Introduction
An unrestricted role parameter in a WordPress plugin's registration handler is one of the most direct paths to full site compromise, and that is exactly what CVE-2026-7284 delivers. The Easy Elements for Elementor plugin, in all versions through 1.4.4, allows unauthenticated users to register accounts with the administrator role by simply modifying a single POST parameter.
Easy Elements for Elementor is a WordPress plugin by "themewant" that provides addons and website templates extending the Elementor page builder. WPScan reports approximately 1,000 active installations. While the install base is modest, the plugin's integration with Elementor (one of the most widely used WordPress page builders) places it in a broader ecosystem where similar addon plugins are frequently deployed.
Technical Information
The vulnerability is rooted in CWE-269 (Improper Privilege Management) within the easyel_handle_register function, located in the plugin's registration widget handler at widgets/login-register/class.login-register.php. The source code, visible on the WordPress Plugin Repository at the referenced trac link for version 1.4.0, reveals that the plugin's registration form includes a hidden input field for the user role. The backend handler reads this role value directly from the incoming POST request and passes it to the WordPress user creation process without any validation.

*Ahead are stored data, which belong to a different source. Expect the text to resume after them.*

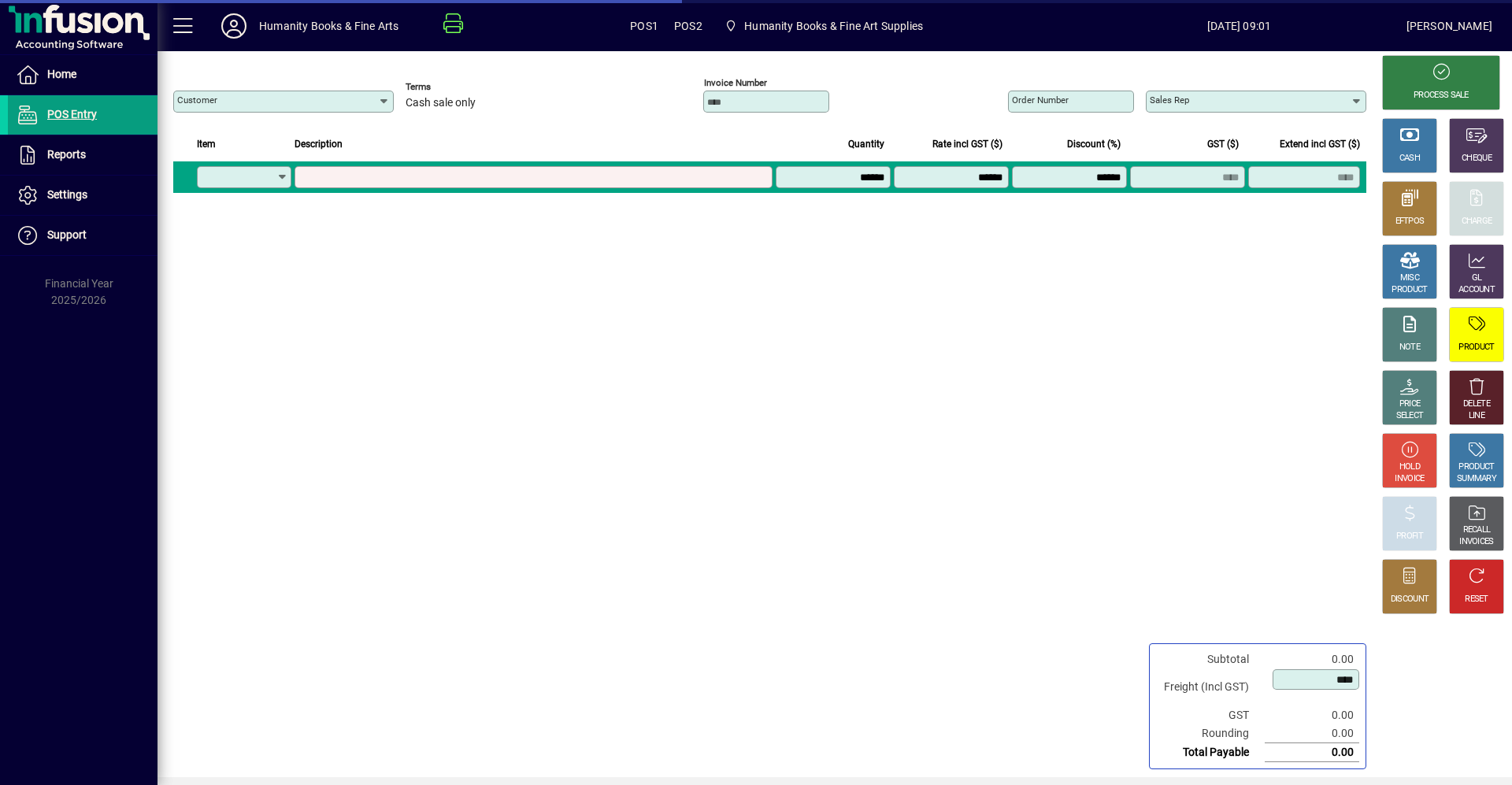 This screenshot has height=785, width=1512. Describe the element at coordinates (1410, 404) in the screenshot. I see `div: PRICE` at that location.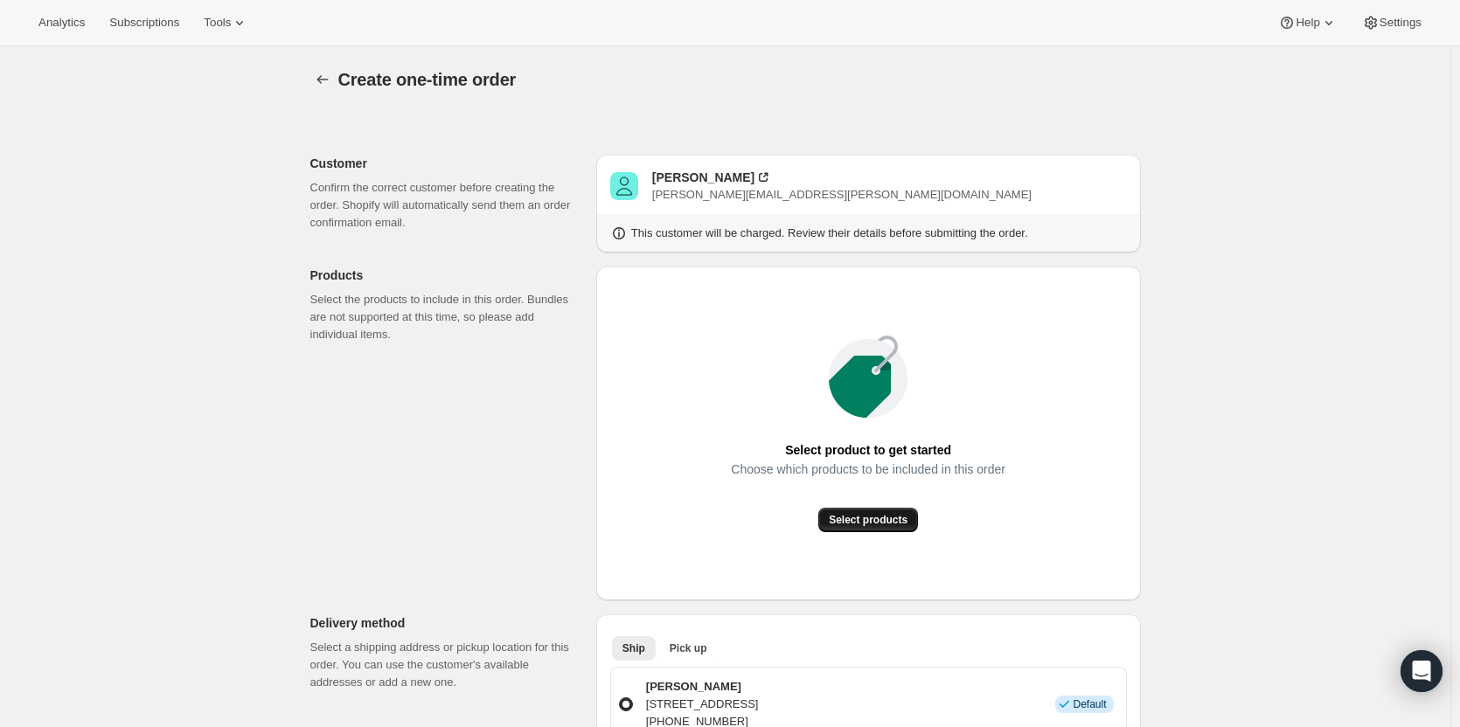  Describe the element at coordinates (61, 23) in the screenshot. I see `span: Analytics` at that location.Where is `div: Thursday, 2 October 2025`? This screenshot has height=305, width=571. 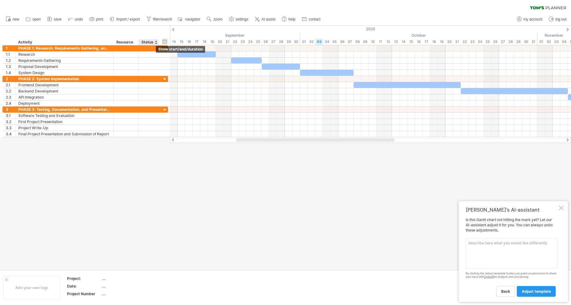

There is no allowlist of permitted roles, no check against the WordPress default role setting, and no restriction to prevent a user from supplying privileged roles such as administrator. This means the server trusts the client to provide a safe role value, which is a fundamental access control failure.
Attack Flow
The exploitation sequence is as follows:
- An attacker locates a WordPress site running Easy Elements for Elementor version 1.4.4 or earlier. The site must expose a registration form powered by the plugin's login/register widget.
- The attacker inspects the registration form and identifies the hidden input field that carries the role parameter, or simply crafts a direct POST request to the plugin's registration endpoint.
- The attacker sets the role parameter value to
administratorin the request body. - The
easyel_handle_registerfunction processes the request. Because it does not validate or restrict the role value, it creates a new WordPress user account with full administrator privileges. - The attacker logs in with the newly created administrator account and has complete control over the WordPress installation.
The CVSS vector for this vulnerability is CVSS:3.1/AV:N/AC:L/PR:N/UI:N/S:U/C:H/I:H/A:H, resulting in a score of 9.8. Every component of the vector reflects the severity: network accessible, low complexity, no privileges required, no user interaction needed, and high impact across confidentiality, integrity, and availability.
The fix in version 1.4.5, visible in changeset 3534530 on the WordPress Plugin Repository, includes modifications to nonce handling and form inputs related to the role parameter, ensuring that user controlled input can no longer dictate the assigned role during registration.
Affected Systems and Versions
The following versions are affected:
- Easy Elements for Elementor versions 1.4.4 and all prior versions (confirmed by both Wordfence and WPScan)
- The plugin requires PHP 7.4 or higher and WordPress 6.3 or higher, so any WordPress installation meeting those requirements and running a vulnerable plugin version is at risk
- Version 1.4.5 contains the fix and is the minimum safe version
Vendor Security History
The Easy Elements for Elementor plugin has a limited security track record. WPScan lists only one recorded vulnerability for this plugin: CVE-2026-7284 itself. Patchstack notes that the plugin has no Vulnerability Disclosure Program (VDP), indicating the vendor lacks a formal channel for security researchers to report issues. The combination of a critical access control flaw in a core registration function and the absence of a VDP suggests that security review has not been a priority in the plugin's development lifecycle.